Reading
This reading is from a sermon that was
given by the Rev. Marlin Lavanhar minister of All Souls Unitarian Church (Tulsa,
Oklahoma). Reverend Marlin said:
The last time I had this privilege to deliver a sermon to
the General Assembly was in 2008 on Sunday morning in Ft. Lauderdale.
It was just two years after I had lost my daughter, who died
at the age of 3. I remember talking about her, Sienna, …and how very raw it
still was then. She would be 12 this year if she had lived.
I’m going to admit something. Sometimes, even now, when I’m
visiting a person from my congregation who’s dying, if it seems appropriate
I’ll ask them,
“When you finally die, if it turns out there really is a
heaven on the other side of all this, and you see my little girl Sienna, will
you give her a big hug for me and tell her that her mom and brother and I are
doing alright and we love her?”
And I’ve discovered that it doesn’t matter if the person is
a Humanist, a secular-rationalist, a Buddhist or a Theist…
There is something in the very humanity of that sincere
request (from a broken-hearted father) …together with the humility of facing
our mortality …that allows us to suspend our disbelief. It allows us to let go
of our own literalism. So that we can bathe together in the warmth and
tenderness of the deep longing and the love that begged the request.
Whatever that is… that sacred place where people can meet…
that binds us together in our love and our naked humanity.
Sermon
Emily Esfahani Smith, author,
speaker, journalist said in her TED talk: “Belonging comes from being in
relationships where you're valued for who you are intrinsically and where you
value others as well.

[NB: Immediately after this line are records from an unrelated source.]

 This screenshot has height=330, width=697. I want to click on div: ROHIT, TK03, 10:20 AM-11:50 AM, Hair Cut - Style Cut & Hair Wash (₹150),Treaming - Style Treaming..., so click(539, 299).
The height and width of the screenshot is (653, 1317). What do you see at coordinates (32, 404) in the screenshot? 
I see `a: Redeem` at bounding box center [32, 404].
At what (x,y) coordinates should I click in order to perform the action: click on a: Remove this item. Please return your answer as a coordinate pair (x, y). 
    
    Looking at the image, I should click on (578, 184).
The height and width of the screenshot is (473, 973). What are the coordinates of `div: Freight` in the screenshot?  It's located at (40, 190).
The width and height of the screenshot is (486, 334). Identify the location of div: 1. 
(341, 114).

But some groups and relationships deliver a cheap form of
belonging; you're valued for what you believe [or] for who you hate, not for
who you are. True belonging springs from love. It lives in moments among
individuals, and it's a choice -- you can choose to cultivate belonging with
others.” Where have you experienced a
sense of belonging, true belonging?
Where have you cultivated belonging with others?

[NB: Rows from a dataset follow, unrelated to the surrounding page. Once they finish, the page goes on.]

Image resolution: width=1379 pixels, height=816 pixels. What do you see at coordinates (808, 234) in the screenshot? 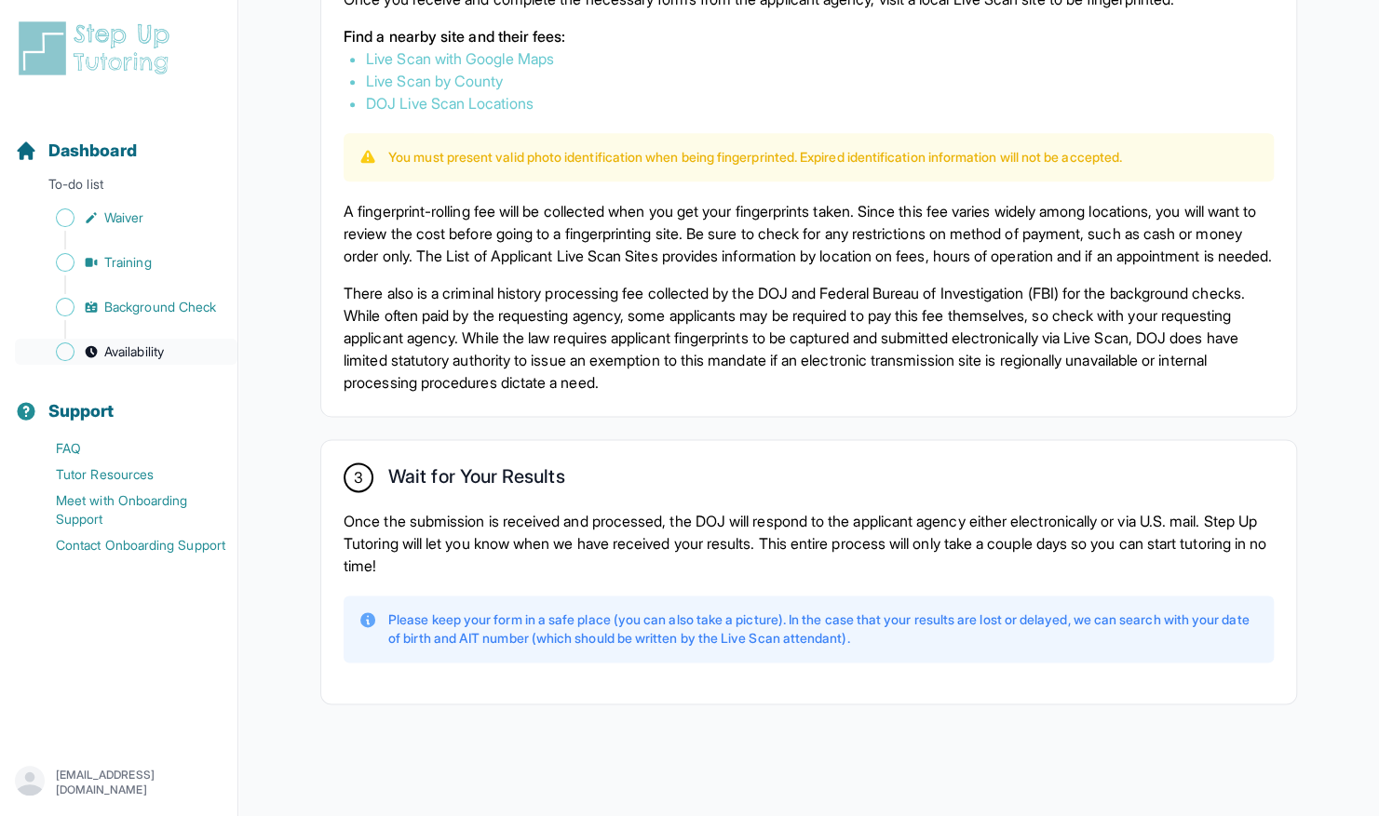
I see `p: A fingerprint-rolling fee will be collected when you get your fingerprints taken. Since this fee ...` at bounding box center [808, 234].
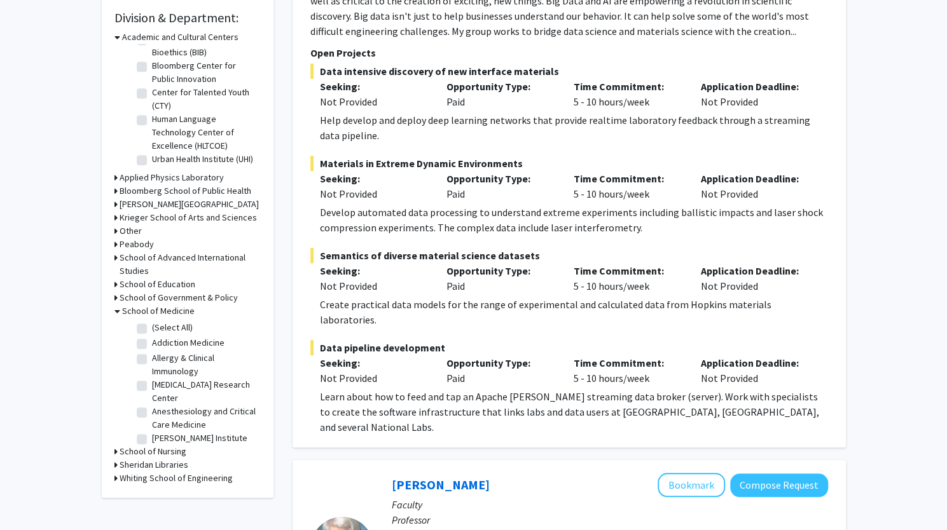  I want to click on span: Data pipeline development, so click(569, 348).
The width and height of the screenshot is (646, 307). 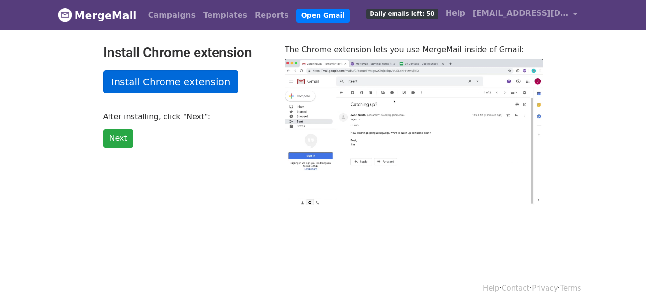 I want to click on a: Contact, so click(x=516, y=288).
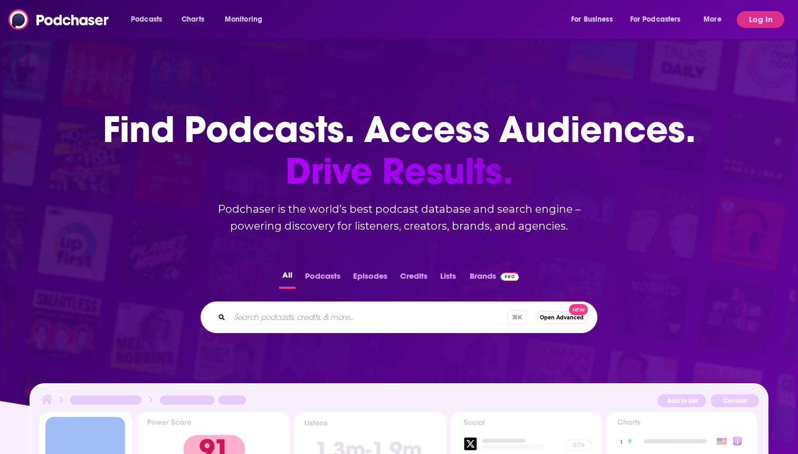 The width and height of the screenshot is (798, 454). What do you see at coordinates (193, 20) in the screenshot?
I see `span: Charts` at bounding box center [193, 20].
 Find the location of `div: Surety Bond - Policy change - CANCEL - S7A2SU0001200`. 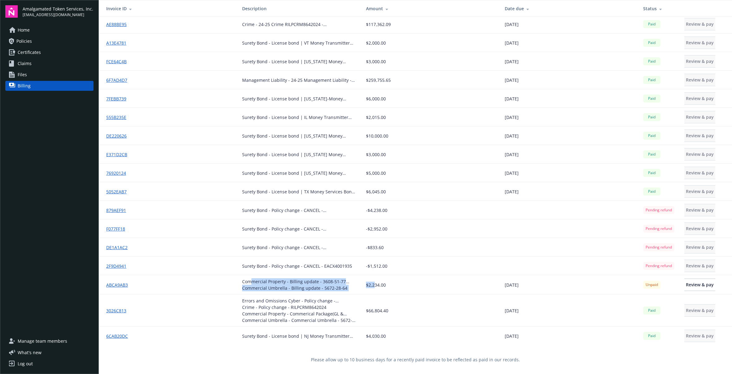

div: Surety Bond - Policy change - CANCEL - S7A2SU0001200 is located at coordinates (299, 229).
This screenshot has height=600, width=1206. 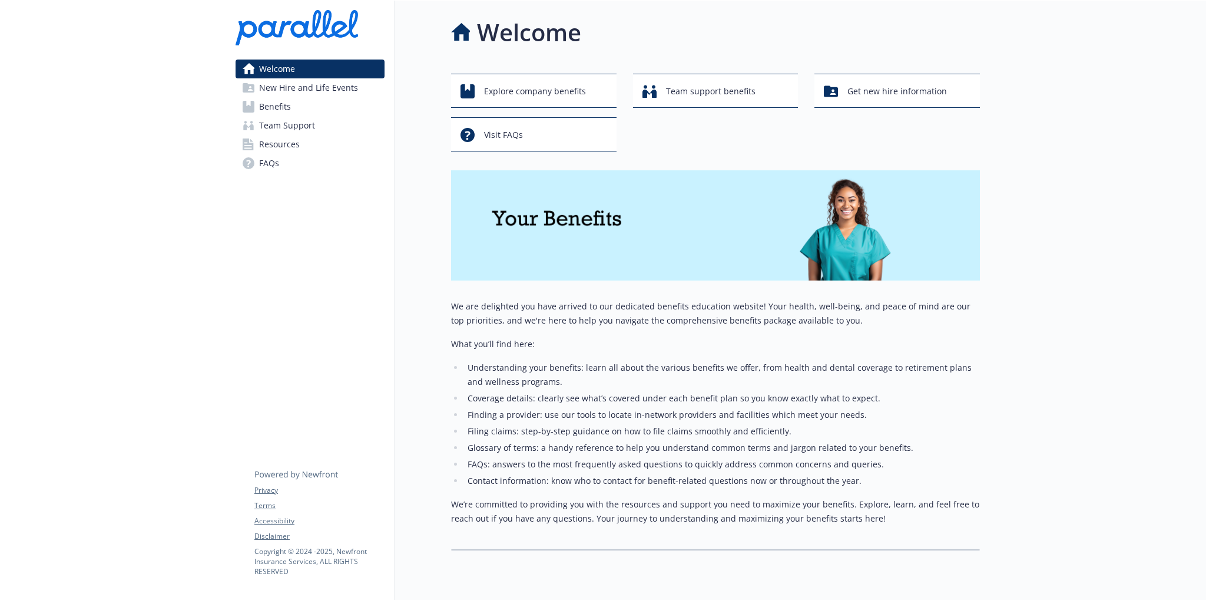 What do you see at coordinates (716, 344) in the screenshot?
I see `p: What you’ll find here:` at bounding box center [716, 344].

Last Christmas Holiday, I was
fortunate to gather with some of my old High School friends. We hadn’t met up, all four of us, for more
than 30 years. We fell in sync with one
another as if we had never been apart.
We joked about Dave holding his wedding outside during a Houston summer
afternoon, the temperature hovering around 100 degrees with a sweltering 100%
humidity, all of us groomsmen wearing heavy powder blue polyester tuxedos. I probably sweated out 5 pounds that
day. As we joked and laughed about old
times, it came to light that one of our group, Tim, had been holding onto a
resentment for most of these past 30 years.

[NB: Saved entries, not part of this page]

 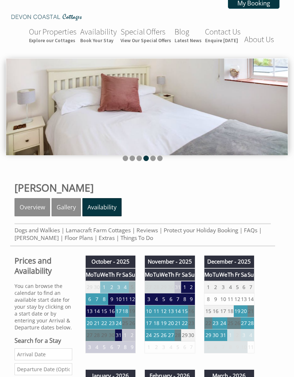 What do you see at coordinates (47, 17) in the screenshot?
I see `img: Devon Coastal Cottages` at bounding box center [47, 17].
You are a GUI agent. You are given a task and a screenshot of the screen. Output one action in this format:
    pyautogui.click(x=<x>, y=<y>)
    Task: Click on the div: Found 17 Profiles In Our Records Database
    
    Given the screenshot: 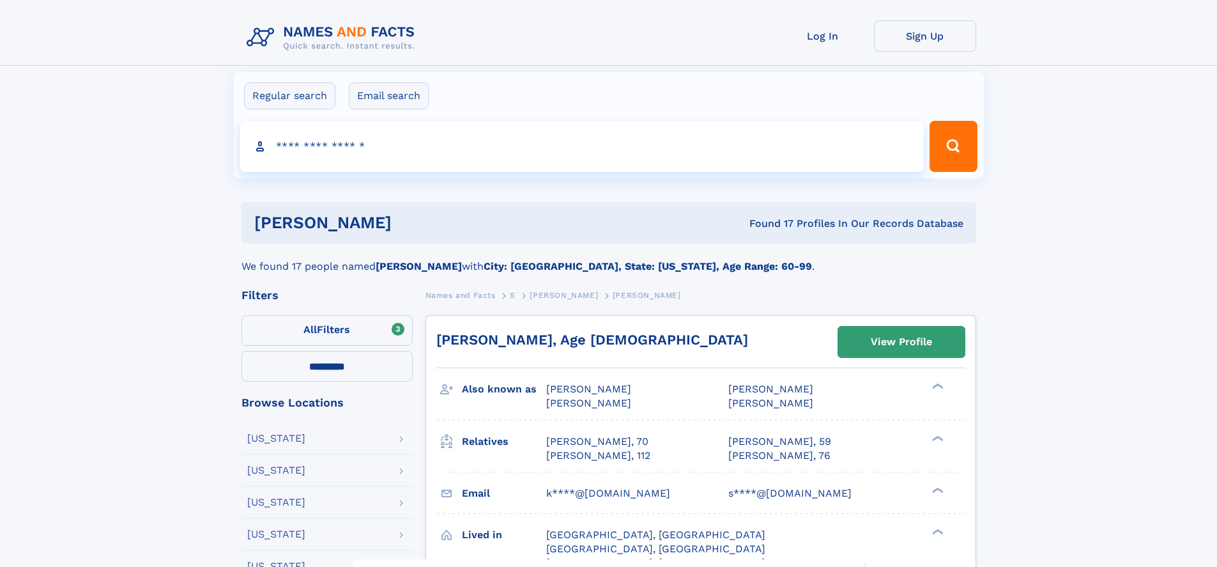 What is the action you would take?
    pyautogui.click(x=767, y=224)
    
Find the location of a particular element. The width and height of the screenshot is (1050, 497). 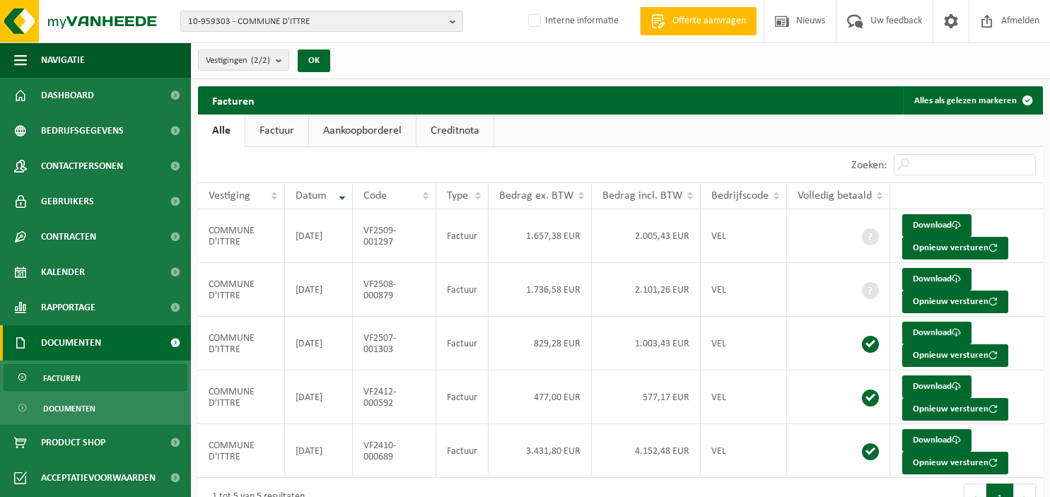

He had once asked Dave to house him for a few days while he was moving,
but Dave had refused him. As we walked
along that winter Galveston beach, Tim and Dave were finally able to make peace
with each other, and the stress fractures that we hadn’t even realized had been
straining our friendships healed. Tim’s
guardedness, which had affected the group like a mysterious itch that could
never be scratched, melted away and the relationship the four of us shared was
at long last as genuinely open as it had been when we were kids. We belonged together then, and we belong
together now.
That sense
of fitting in. Feeling like we’re a vital member of the group. Knowing that these are the people with whom
we can risk being utterly ourselves, accepted and loved for who we are, exactly
as we are, and for whoever we will become.
That is the sense of belonging that we all yearn for. Isn’t it?
I believe that each person who
walks through the doors of a Unitarian Universalist church for the first time
(and hopefully at least a few times after that first time) enters wondering
“could there be a place here for me?” A place where:
We sit together and I tell you things,
Silent, unborn, naked things
That only my God has heard me say.
You do not cluck your tongue at me
Or roll your eyes
Or split my heart into a thousand thousand pieces
With words that have little to do with me.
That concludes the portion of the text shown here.